If you do step away, here’s some poetic advice about what to do next. Irish poet and Catholic priest John O’Donohue first describes the exhaustion and then the process of entering what he calls “empty time” or “slow time.” “You have traveled too fast over false ground;” he tells us. “Now your soul has come to take you back.”
Reconnecting includes being “excessively gentle with yourself” and staying clear “of those vexed in spirit.” In the end, he assures us, “you will return to yourself,/ Having learned a new respect for your heart.”
In the dark days of the American Revolution, Thomas Payne famously wrote, “These are the times that try men’s souls.” One must care for this soul, however, if one wants to draw upon its power. O’Donohue tells us how to do so in the form of a poem that is also a blessing.
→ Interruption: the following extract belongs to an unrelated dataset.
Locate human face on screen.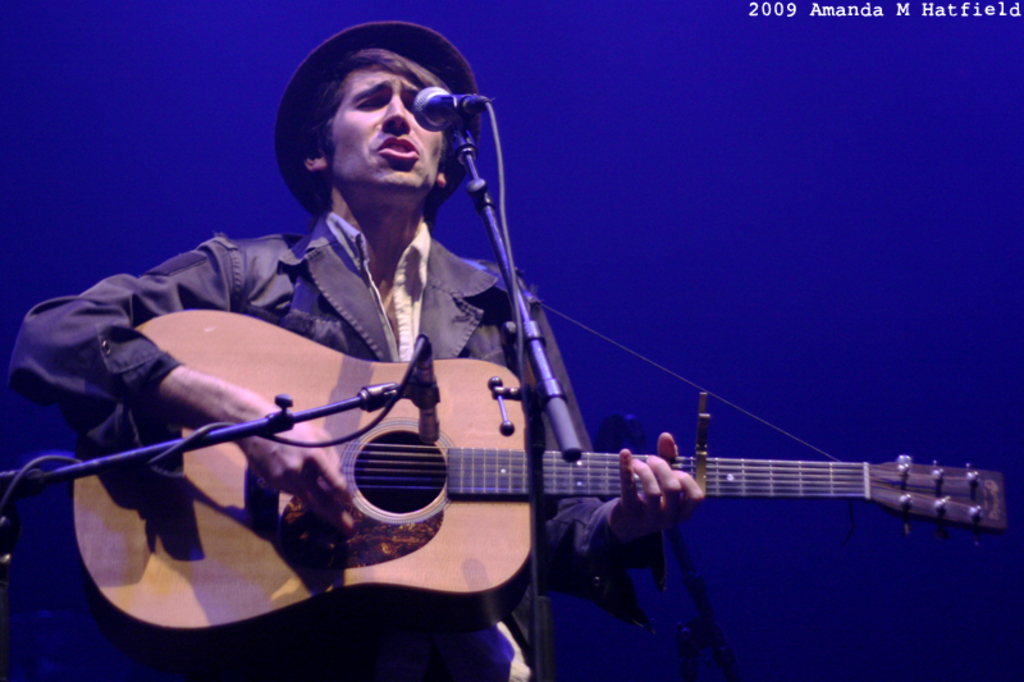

For One Who Is Exhausted, a Blessing
By John O’Donohue
When the rhythm of the heart becomes hectic,
Time takes on the strain until it breaks;
Then all the unattended stress falls in
On the mind like an endless, increasing weight.
The light in the mind becomes dim.
Things you could take in your stride before
Now become laborsome events of will.
Weariness invades your spirit.
Gravity begins falling inside you,
Dragging down every bone.
The tide you never valued has gone out.
And you are marooned on unsure ground.
Something within you has closed down;
And you cannot push yourself back to life.
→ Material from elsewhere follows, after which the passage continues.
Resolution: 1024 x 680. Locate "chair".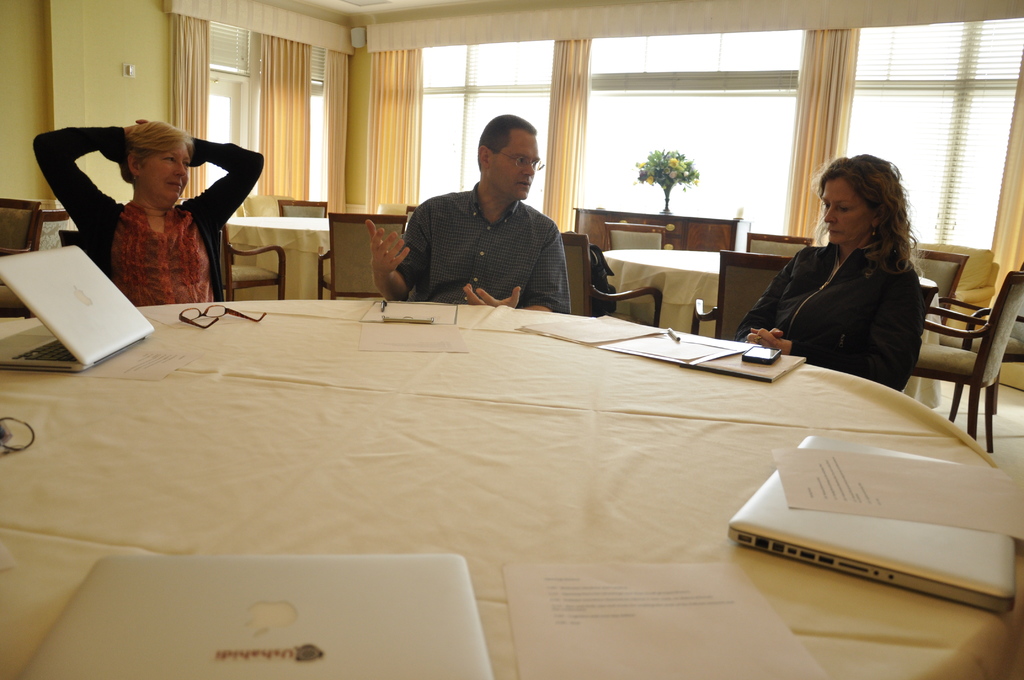
39/207/69/252.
You have been forced to enter empty time.
The desire that drove you has relinquished.
There is nothing else to do now but rest
And patiently learn to receive the self
You have forsaken in the race of days.
At first your thinking will darken
And sadness take over like listless weather.
The flow of unwept tears will frighten you.
You have traveled too fast over false ground;
Now your soul has come to take you back.
Take refuge in your senses, open up
To all the small miracles you rushed through.
Become inclined to watch the way of rain
When it falls slow and free.
Imitate the habit of twilight,
Taking time to open the well of color
That fostered the brightness of day.
Draw alongside the silence of stone
Until its calmness can claim you.
Be excessively gentle with yourself.
Stay clear of those vexed in spirit.
Learn to linger around someone of ease
Who feels they have all the time in the world.
Gradually, you will return to yourself,
Having learned a new respect for your heart
And the joy that dwells far within slow time
Don’t let Trumpism rob you of joy. Of course, it’s proper to be vigilant, but we can stay centered as we step up to the challenges.